MS. Lat. hist. e. 1
Summary Catalogue no.: Not in SC (late accession)
Burchardus de Monte Sion, Descriptio terrae sanctae, and Oliver of Paderborn, Historia Damiatina; Austria or Germany, late 13th or early 14th century
Contents
Language(s): Latin
MS. ‘A’ (i.e. Admont) in the edition, briefly described at p. LXIX: Die Schriften des Kölner Domscholasters, späteren Bischofs von Paderborn und Kardinalbischofs von S. Sabina, Oliverus, ed. by [H.] Hoogeweg, Bibliothek des Litterarischen Vereins in Stuttgart, 202 (1894), pp. 161–280, the present MS. ending at p. 248 line 12.
Physical Description
Collation
Layout
Ruled with ink in 2 columns for 38 lines per page (39 on fols. 1v-3r)
Hand(s)
The first 23 lines in a formal Gothic bookhand, thereafter a much less formal one, perhaps by more than one scribe.
Decoration
A very fine ink drawing of Christ enthroned, blessing, partially coloured using two shades of blue-grey (fol. i recto), formerly pasted-down; a similar but cruder figure, without colour (fol. i verso), was traced through the leaf (the outlines are near-identical, but reversed). The finer drawing is reproduced by Pächt and Alexander i. 128, pl. IX, and MSS at Oxford, no. XVII. 2, fig 50.
Puzzle initial in red and blue with red and purple penwork (fols. 1v, 32r); smaller initials alternately in blue with red penwork or red with purple penwork.
Minor initials and paraphs alternately red or blue.
Binding
Medieval binding (14th? century). Sewn on three wide split straps laced horizontally into wood boards with rounded edges, covered with white (now dirty) leather, blind-tooled with a saltire design on each cover; with a strap-and-pin fastening (from the back to the front cover); the top of the upper cover with a title ‘Desc(ri)pc(i)o terre s(an)c(t)e’ inscribed on a piece of parchment (apparently covering an earlier title); the top of the spine with a paper label printed ‘401’, the next two compartments with paper labels inscribed in the 19th-cent. ‘Oliverii schol: | Hist: Damiatina’ and ‘Descriptio ter|ræ sanctæ’.
History
Provenance and Acquisition
A smudged three-line inscription, apparently begins ‘Thoma …’ and includes the word ‘⟨Ad⟩monten.’ at the end of the second line; the third line mostly consisting of a date apparently beginning “anno domini Mº….’ and ending ‘nonagesimo secundo’ (lower pastedown).
Probably identifiable in the Admont catalogues of 1376 and 1380: Mittelalterliche Bibliothekskataloge Österreichs, III: Steiermark, ed. Gerlinde Möser-Mersky (1961), 30.34 (‘Item descripcio terre sancte, incipit ‘Cum in veteribus’’), 56.43.
A 17th(?)-century hand has identified biblical passages, and sporadically highlights place-names, in the margins.
Admont, Stiftsbibliothek, their No. 401 (cf. spine label), with a blue paper shelfmark label printed ‘Admonter Bibliothek. || Schrank … || Nr. … ’ stuck to the inner face of the upper board, and with their heraldic ‘BIBLIOTHECA ADMONTENSIS’ ink stamp (fols. 1r, 45v); listed as MS. 401 in J. Wichner's handwritten catalogue of 1888, noted as sold to Goldschmidt (see below).
E. P. Goldschmidt, Catalogue 100 (1936), no. 24; inscribed in pencil at the Bodleian ‘P[urchased] 8.XII.36 Goldschmidt’ (fol. 1r).
Record Sources
Digital Images
Digital Bodleian (full digital facsimile)
Bibliography
Abbreviations
View list of abbreviations and editorial conventions.
Last Substantive Revision
2021-08-04: Description revised for Polonsky German digitization project.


### PROBLEM TO SOLVE
Leaving the pictures aside, return all of the data below exactly.

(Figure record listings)

"""

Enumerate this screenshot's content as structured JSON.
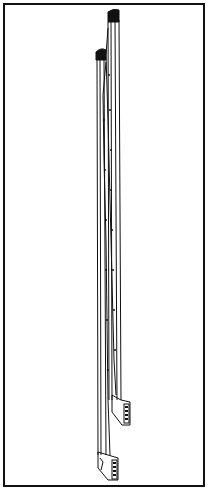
{
  "figure": {
    "colors": {
      "ink": "#111111",
      "paper": "#ffffff"
    },
    "parts": [
      {
        "name": "rear-post",
        "cap_top_y": 10,
        "foot_bottom_y": 425
      },
      {
        "name": "front-post",
        "cap_top_y": 48,
        "foot_bottom_y": 480
      }
    ]
  }
}
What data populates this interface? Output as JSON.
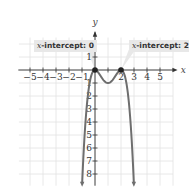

"""

### EXPECTED OUTPUT
Enumerate this screenshot's content as structured JSON.
{
  "figure": {
    "colors": {
      "ink": "#111111",
      "paper": "#ffffff"
    },
    "parts": [
      {
        "name": "rear-post",
        "cap_top_y": 10,
        "foot_bottom_y": 425
      },
      {
        "name": "front-post",
        "cap_top_y": 48,
        "foot_bottom_y": 480
      }
    ]
  }
}
What data populates this interface? Output as JSON.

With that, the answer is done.